By John Timmer | Published about 21 hours ago
A large number of human disorders—autism and cancer among them—display a confusing pattern of inheritance. In some cases, they are clearly genetic, with frequent occurrences in individual families. But in others, new cases will appear in families that were otherwise unaffected.
Initially, this pattern was assumed to result from diseases that had multiple causes. But with some diseases, we've come to recognize that mutations (whether inherited or not) play a much larger role than expected. The latest disease to join this category is schizophrenia.
Schizophrenia is a behavioral disorder that follows the pattern of many others, including autism and dyslexia: in many cases, it runs in families, and these families have allowed us to identify mutations in key genes that are associated with the disorder. In many other instances, however, only a single individual in a family is affected, which suggests that environmental causes may play a key role in these cases.

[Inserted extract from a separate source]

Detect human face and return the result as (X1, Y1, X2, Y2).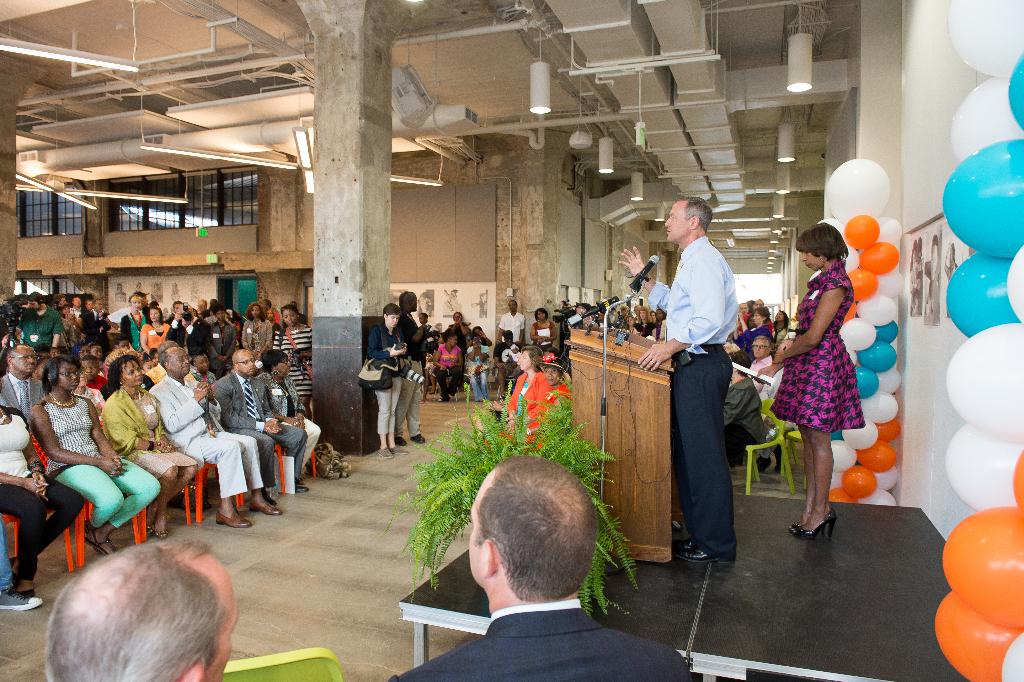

In recent years, an alternative explanation has been proposed: mutations are nearly always important for these diseases, but the mutations aren't always inherited. This first became clear for cancer, where researchers realized that sporadic cases of the disease resulted from mutations that cells had picked up over the course of their history in the body (and that environmental influences act by altering the frequency of mutations). There's generally a substantial overlap between these sporadic mutations and the ones that are mutated in the cancer's heritable form.